How The Media Can Shape Ideological Polarization
A commonly employed definition of ideological polarization is one of “political alignment” – Republicans despise immigration and love guns, Liberals are united in their views on climate change and social equality. We experience this in our everyday lives in political discussions with peers and when reading the news. In my dissertation research, I was wondering: where do these alignments in public opinion stem from? Especially in Europe, where news coverage tends to be less overtly partisan than in the U.S. Put differently, the question this project aimed to answer is: how do people learn “which views go together”?
To answer this question, my collaborators (two statistics scholars from Sweden) and I decided that we should take a step back and ask ourselves: where can people learn about these alignments? How can we measure and model this alignment process? And, finally, how can we determine whether this process has actually taken place?
The response we came up with was that people learn about this from the news and through discussions with peers. We cannot observe peer discussions, but we can try to quantify what folks pick up from the news by measuring the associations between parties/politicians and issues. Furthermore, we can use longitudinal survey data to document that views have actually aligned with political positioning on certain things.
Extant research has highlighted two roles for the media. On the one hand, the media do tell people what politicians and parties think about certain issues. Hence, people can learn which views are acceptable given you have a certain political identity. On the other hand, the media also reflect opinion divisions in the public. Thus, the final research question we aimed to answer is: does media coverage drive political polarization, or does it merely reflect divisions that already exist?
The short answer after analyzing 25 years of French data is that is not really an “either/or” but actually a “both, but with some nuance.”
What We Did
We identified and tracked ideological alignment for 18 political issues from 1980-2005 in French survey data. Furthermore, we used Probabilistic Word Embeddings to track the associations of those issues with political elites and parties in more than 1 million newspaper articles from Le Monde. Thus, we tracked both public opinion alignment and media coverage patterns.
Finally, we employed a set of Mixed-Effects models to uncover which pathway (media \(\rightarrow\) public opinion or public opinion \(\rightarrow\) media) dominates and what could drive this.
Our Findings
The feedback loop is real and roughly balanced. Media coverage linking issues to partisan politicians increases public polarization by about the same magnitude that existing public divisions drive media to cover issues as political conflicts. The effects are equal, and neither really dominates.
It’s about ambient exposure, not breaking news. Media influence works through accumulated coverage over months and years, not immediate reaction to recent headlines. Partisan associations form gradually, almost subconsciously, through sustained exposure. That experimental research showing immediate opinion shifts? It captures something real but misses how opinion structures that actually crystallize in the real world.

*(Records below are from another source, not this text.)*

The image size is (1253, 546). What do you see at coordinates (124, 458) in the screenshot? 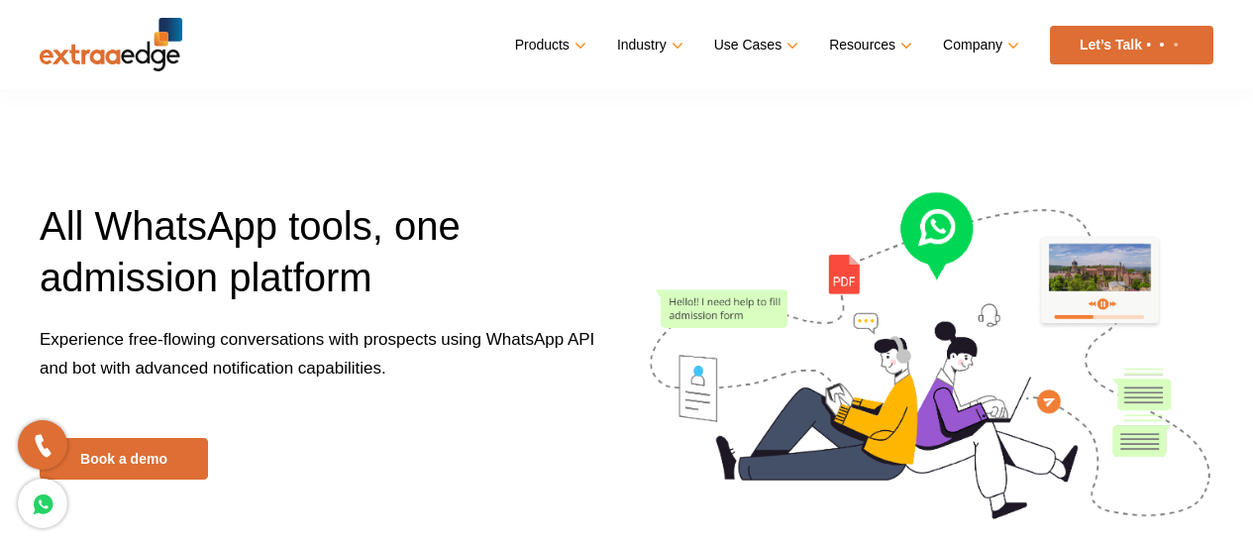
I see `a: Book a demo` at bounding box center [124, 458]. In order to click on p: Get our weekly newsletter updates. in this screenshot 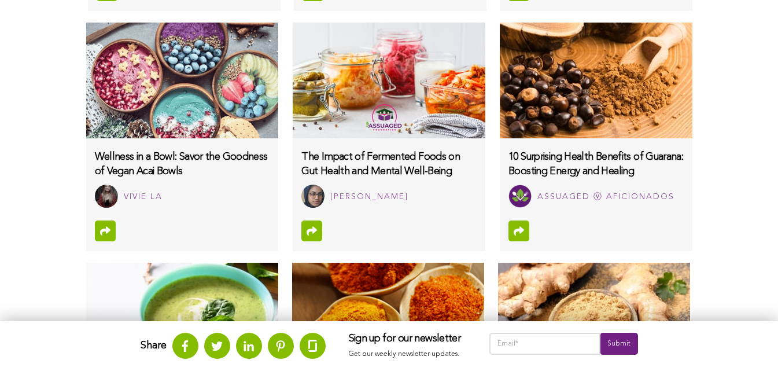, I will do `click(407, 354)`.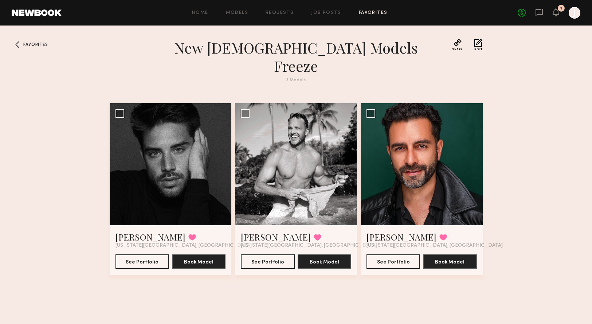 The image size is (592, 324). I want to click on span: Favorites, so click(35, 45).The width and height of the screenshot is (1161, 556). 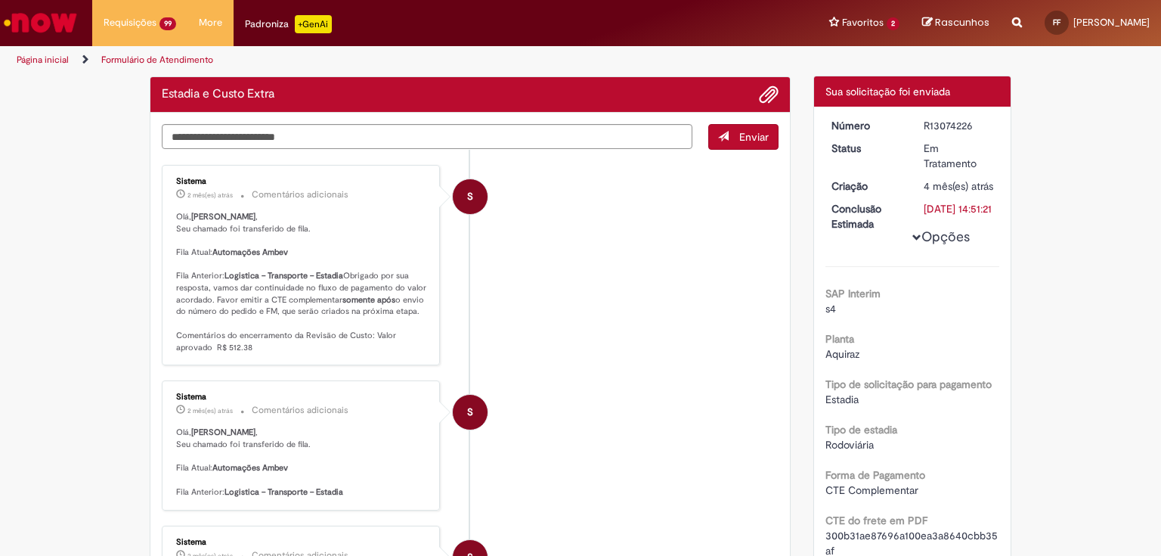 I want to click on div: Em Tratamento, so click(x=959, y=156).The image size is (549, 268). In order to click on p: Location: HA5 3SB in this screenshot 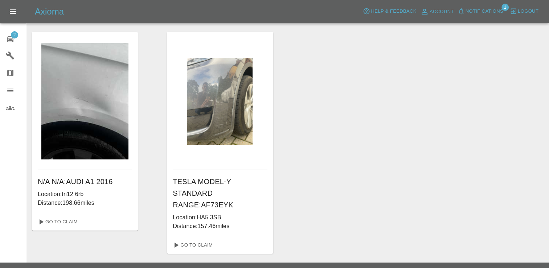, I will do `click(220, 217)`.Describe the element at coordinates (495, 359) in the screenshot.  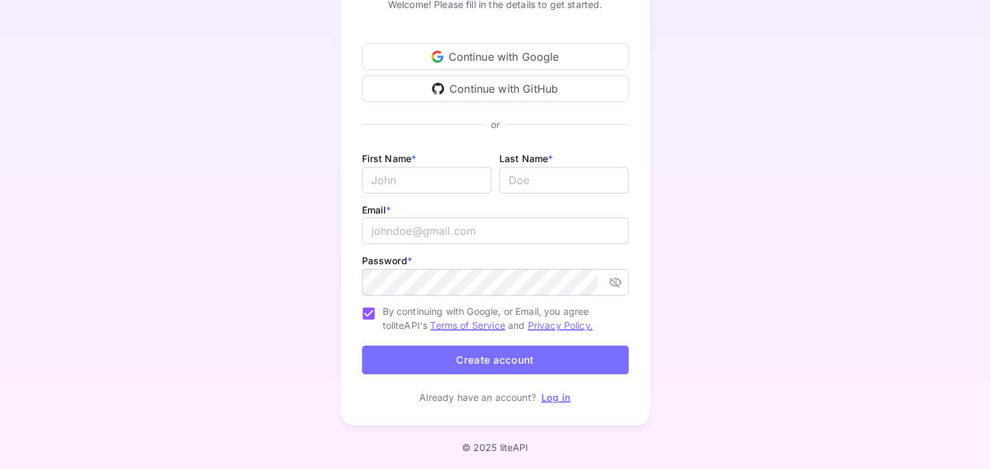
I see `button: Create account` at that location.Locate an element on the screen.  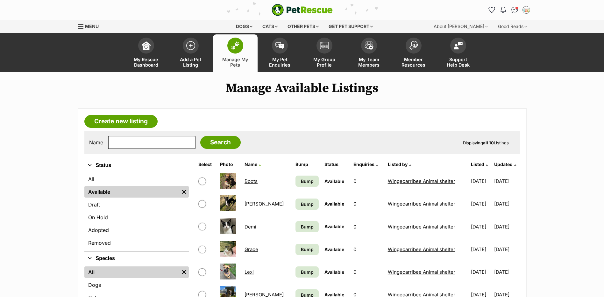
a: Conversations is located at coordinates (514, 10).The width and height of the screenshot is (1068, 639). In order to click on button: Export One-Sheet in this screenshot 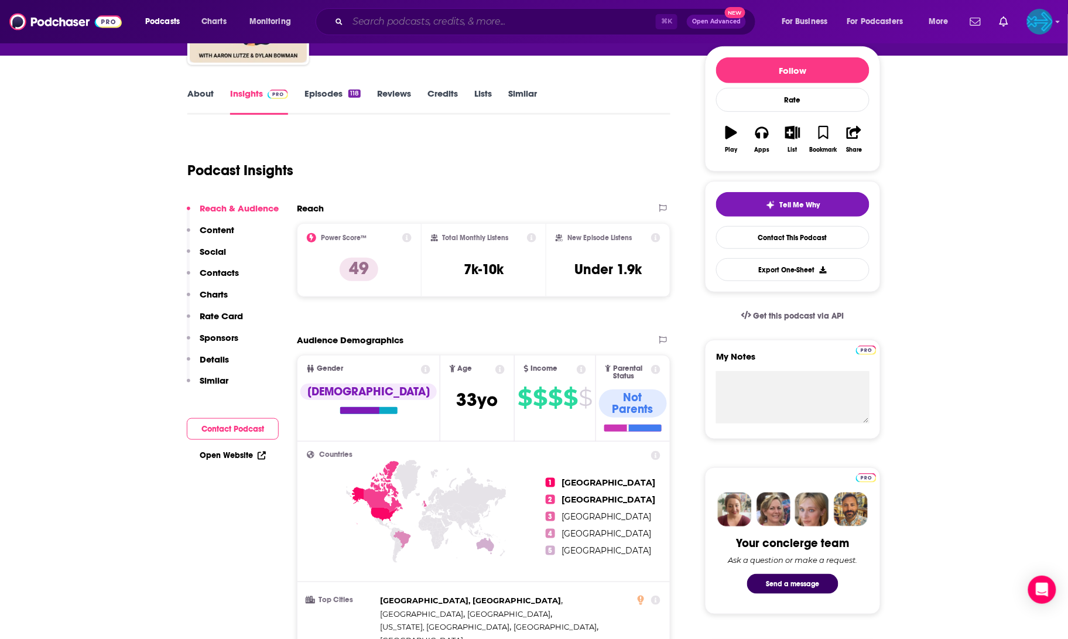, I will do `click(793, 269)`.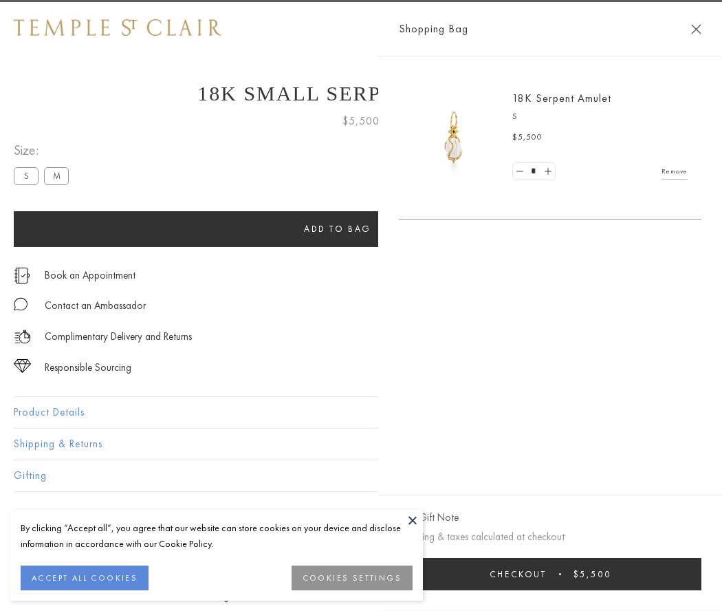 Image resolution: width=722 pixels, height=611 pixels. I want to click on div: Responsible Sourcing, so click(88, 367).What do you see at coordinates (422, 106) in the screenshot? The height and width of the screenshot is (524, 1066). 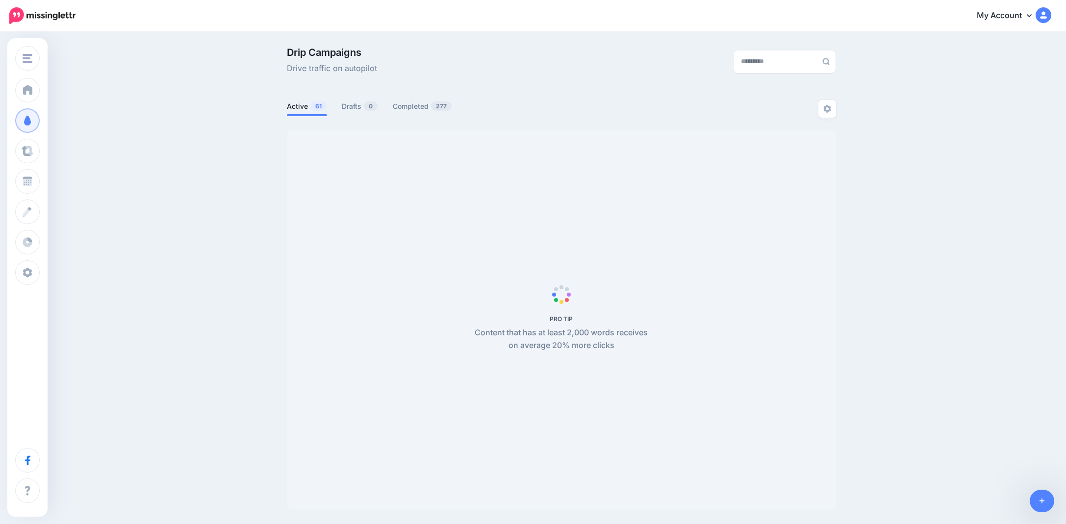 I see `a: Completed277` at bounding box center [422, 106].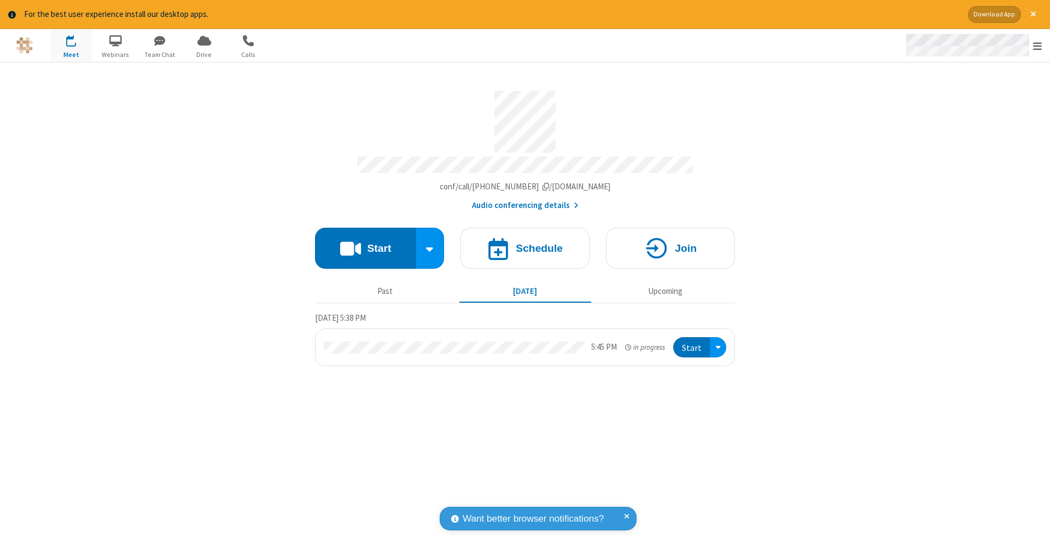 Image resolution: width=1050 pixels, height=549 pixels. What do you see at coordinates (525, 248) in the screenshot?
I see `button: Schedule` at bounding box center [525, 248].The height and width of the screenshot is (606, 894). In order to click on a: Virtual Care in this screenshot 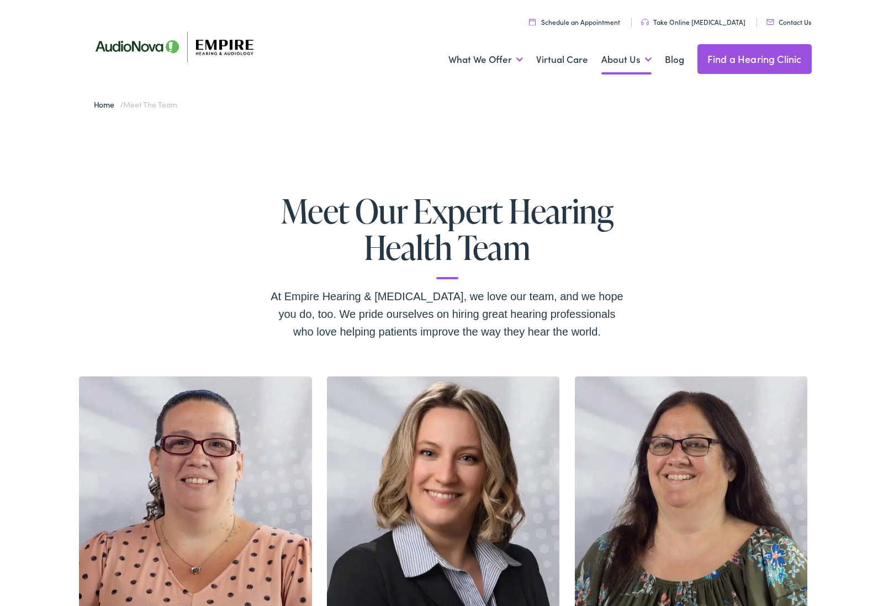, I will do `click(562, 60)`.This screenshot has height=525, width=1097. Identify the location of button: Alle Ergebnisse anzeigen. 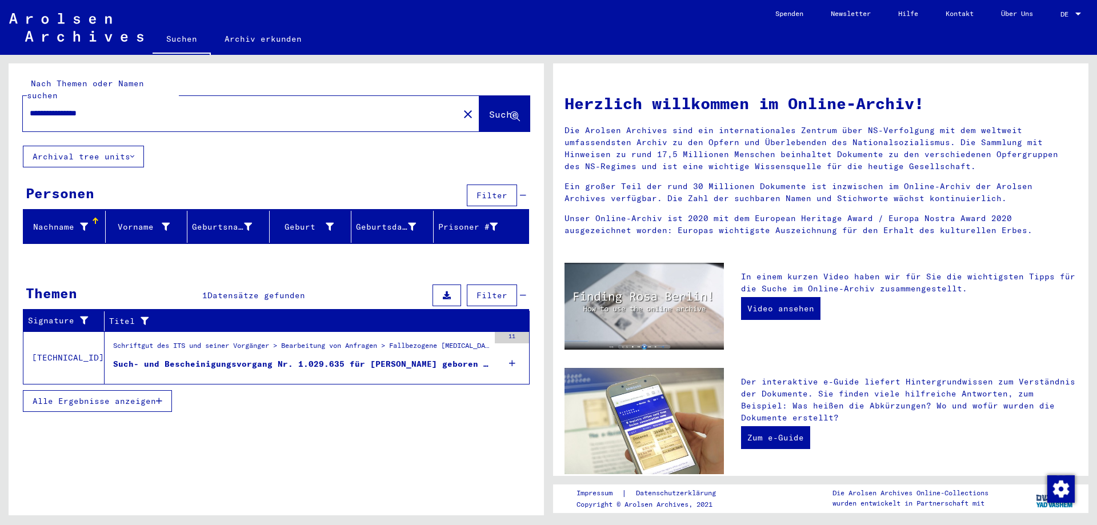
(97, 401).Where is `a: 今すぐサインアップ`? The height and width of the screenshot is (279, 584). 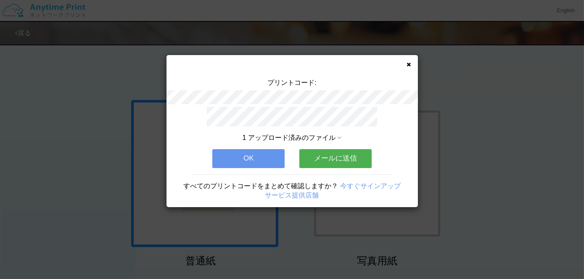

The inverted-U pattern nobody predicted. We find that people with moderate education levels (elementary through high school) show responses to media framing 3-4 times stronger than either the least or most educated. This is probably as the least educated aren’t sufficiently exposed to or processing political coverage. The highly educated have frameworks for critical evaluation. But that middle? They’re encountering partisan signals regularly while lacking sophisticated filters. This is your persuadable middle – and it’s larger than you think.
Issue maturity is everything. Whether an issue already has strong partisan associations fundamentally determines the dynamic. I watched emerging issues with low baseline polarization show strong top-down media effects. Established partisan issues showed the reverse: media followed public opinion more than it shaped it.
Takeaways
My biggest takeaway from this research isn’t a finding but rather the conviction that reality is almost always more complex than our first-order theories predict, and that our measurement should reflect that. When I started this project, I was convinced that its a one-way street: media shapes opinion. However, reading more on existing results and explicitly testing for them in the analyses revealed more nuance.
Furthermore, existing work often assumes that education makes people more attentive to the news and, thus, predicts more political sophistication and better alignment. While the latter finding is true according to my data, the susceptibility for change is a more nuanced story.
Finally, not all issues “behaved” the same way – an effect found in one case is not the same in another. This means that there is tremendous value in comparing a broad set of cases and coming up with a theoretical justification that actually explains how this variation comes about to make better predictions.
For industry applications, this means that measurement systems need to be desinged in such a way that they can detect bidirectional relationships, heterogeneous effects, non-linear patterns, and dynamics that vary by context. Yes, this is harder than running a simple regression or A/B test, but if you’re making strategic decisions about content, products, or campaigns worth millions of dollars, shouldn’t your measurement be as sophisticated as your operations?